The Visual Studio Code (VS Code) extension for .NET MAUI (Multi-platform App UI) is now generally available. It’s a means of developing cross-platform mobile and desktop applications on Windows and Mac, and the official successor to the discontinued Visual Studio Mac.
Maddy Montaquilla, senior program manager for .NET MAUI, posted that “the .NET MAUI VS Code extension is out of preview” and highlighted new features including XAML IntelliSense – which provides code completion, tooltips and code navigation – as well as Hot Reload for both XAML and C#.
XAML is the XML-based language for defining a GUI in MAUI, and Hot Reload is the feature that allows developers to edit the code while debugging and see the UI update on the fly. The XAML Hot Reload is enabled by default, but the feature for C# is “still in an experimental state,” according to Montaquilla, therefore off by default. MAUI targets Windows, Mac Catalyst (Mac desktop apps which share code with iPad apps), Android, iOS and Samsung’s Tizen. MAUI does not target Linux despite heated discussion – and despite Linux being originally well supported by Xamarin, the Mono-based .NET framework which MAUI replaces.
On Windows, most developers will use Visual Studio for MAUI applications, but on Mac VS Code is the official option following the demise of VS Mac. The MAUI extension requires C# Dev Kit, which means organizations need a Visual Studio license in order to use it, unlike most VS Code extensions.
Although now at version 1.1.6, developers will be wary of the quality of the extension. Last month a dev reviewing the extension said it was “missing critical features, more and more broken on each new version. This is not a replacement for VS for Mac.” The C# Dev Kit also has poor reviews.

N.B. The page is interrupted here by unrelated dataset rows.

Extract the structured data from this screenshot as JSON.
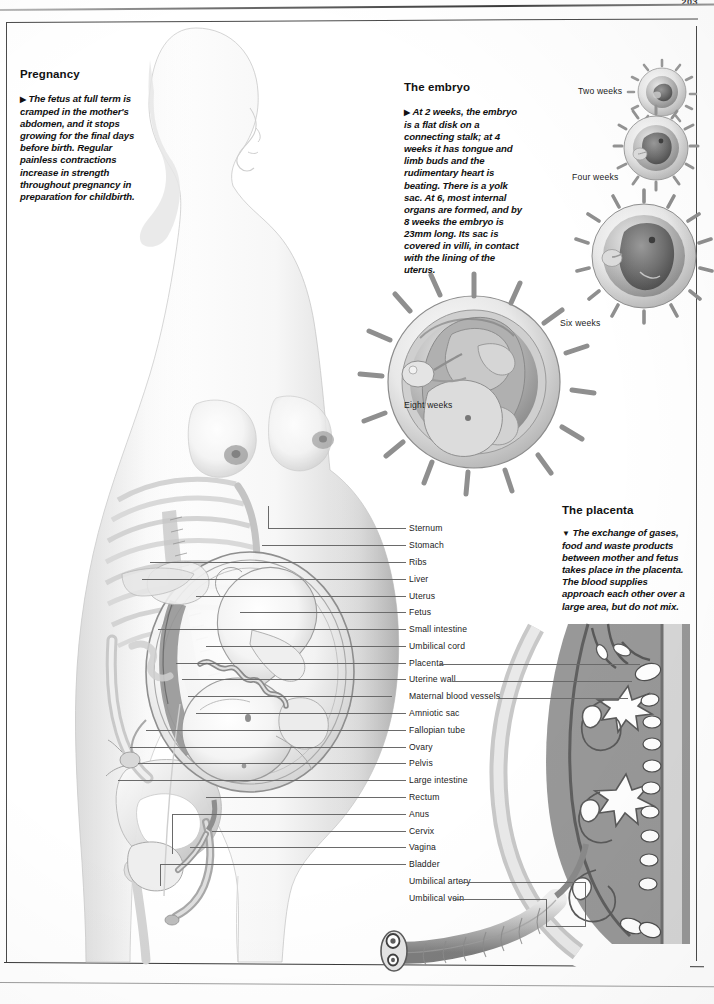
{
  "page": {
    "number": "203",
    "width": 714,
    "height": 1004,
    "ink_color": "#1b1b1b",
    "leader_color": "#6a6a6a",
    "paper_color": "#ffffff"
  },
  "sections": [
    {
      "id": "pregnancy",
      "heading": "Pregnancy",
      "marker": "▶",
      "body": "The fetus at full term is cramped in the mother's abdomen, and it stops growing for the final days before birth. Regular painless contractions increase in strength throughout pregnancy in preparation for childbirth."
    },
    {
      "id": "embryo",
      "heading": "The embryo",
      "marker": "▶",
      "body": "At 2 weeks, the embryo is a flat disk on a connecting stalk; at 4 weeks it has tongue and limb buds and the rudimentary heart is beating. There is a yolk sac. At 6, most internal organs are formed, and by 8 weeks the embryo is 23mm long. Its sac is covered in villi, in contact with the lining of the uterus."
    },
    {
      "id": "placenta",
      "heading": "The placenta",
      "marker": "▼",
      "body": "The exchange of gases, food and waste products between mother and fetus takes place in the placenta. The blood supplies approach each other over a large area, but do not mix."
    }
  ],
  "embryo_stages": [
    {
      "caption": "Two weeks",
      "x": 578,
      "y": 86,
      "size": 44
    },
    {
      "caption": "Four weeks",
      "x": 572,
      "y": 150,
      "size": 60
    },
    {
      "caption": "Six weeks",
      "x": 560,
      "y": 320,
      "size": 92
    },
    {
      "caption": "Eight weeks",
      "x": 404,
      "y": 403,
      "size": 170
    }
  ],
  "labels": [
    {
      "text": "Sternum",
      "y": 528,
      "line": "short"
    },
    {
      "text": "Stomach",
      "y": 545,
      "line": "short"
    },
    {
      "text": "Ribs",
      "y": 562,
      "line": "short"
    },
    {
      "text": "Liver",
      "y": 579,
      "line": "short"
    },
    {
      "text": "Uterus",
      "y": 596,
      "line": "short"
    },
    {
      "text": "Fetus",
      "y": 612,
      "line": "short"
    },
    {
      "text": "Small intestine",
      "y": 629,
      "line": "short"
    },
    {
      "text": "Umbilical cord",
      "y": 646,
      "line": "short"
    },
    {
      "text": "Placenta",
      "y": 663,
      "line": "both"
    },
    {
      "text": "Uterine wall",
      "y": 679,
      "line": "both"
    },
    {
      "text": "Maternal blood vessels",
      "y": 696,
      "line": "right"
    },
    {
      "text": "Amniotic sac",
      "y": 713,
      "line": "short"
    },
    {
      "text": "Fallopian tube",
      "y": 730,
      "line": "short"
    },
    {
      "text": "Ovary",
      "y": 747,
      "line": "short"
    },
    {
      "text": "Pelvis",
      "y": 763,
      "line": "short"
    },
    {
      "text": "Large intestine",
      "y": 780,
      "line": "short"
    },
    {
      "text": "Rectum",
      "y": 797,
      "line": "short"
    },
    {
      "text": "Anus",
      "y": 814,
      "line": "short"
    },
    {
      "text": "Cervix",
      "y": 831,
      "line": "short"
    },
    {
      "text": "Vagina",
      "y": 847,
      "line": "short"
    },
    {
      "text": "Bladder",
      "y": 864,
      "line": "short"
    },
    {
      "text": "Umbilical artery",
      "y": 881,
      "line": "right"
    },
    {
      "text": "Umbilical vein",
      "y": 898,
      "line": "right"
    }
  ],
  "illustrations": [
    {
      "name": "pregnant-woman-sagittal-figure",
      "alt": "Full-body side view of a pregnant woman with skeleton, uterus and full-term fetus visible"
    },
    {
      "name": "embryo-eight-weeks-illustration",
      "alt": "Large cutaway of an eight week embryo inside a villi-covered sac"
    },
    {
      "name": "placenta-cross-section-illustration",
      "alt": "Cross-section through the placenta showing villi, maternal blood vessels and the umbilical cord"
    }
  ]
}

A curious chapter in this story relates to UI testing MAUI apps with Appium – an open source project for UI automation. Earlier this week, senior software engineer Gerald Versluis posted steps for using Appium to test a MAUI application on Windows, explaining that it requires a component called WinAppDriver to communicate between Appium and the target application, and recommending version 1.2.1.
A dev was quick to comment that “WindowsAppDriver … is a repository that has seen no development for several years and the repository has issues with no responses.”
The last WinAppDriver full release was in November 2020. There was also a pre-release of version 1.3 in July 2021 that Versluis warns not to use. A lengthy GitHub thread from around the same date states that “development would be paused for at least six months” adding that “we are committed to bringing critical improvements for WinAppDriver to keep pace with other developments in the platform.” The post implies that the team which was developing WinAppDriver lacks the resources to continue with it, focusing instead on Windows 11.
Since then developers have pleaded for an update, but so far without success. “I wrote to about 4–5 main committers of this repo at MS asking for an update. Two of those bounce. Update: no one answered,” lamented one in March 2022. A common request is to make the project open source. The discussion now is mainly about alternatives. There are numerous issues with WinAppDriver – not least that it is only supported on Windows 10 and Windows Server 2016, and not on Windows 11.
“I can understand that that is not a good look,” said Versluis. “However, when using the version specified, all seems to work fine for what we’ve been using it for in the .NET MAUI codebase. Besides it not being updated and not looking maintained, is there anything specific you have a problem with?”
Discussions like this contribute to a sense that, despite the efforts of the MAUI team at Microsoft, it is not a high priority. That will dampen enthusiasm for adoption.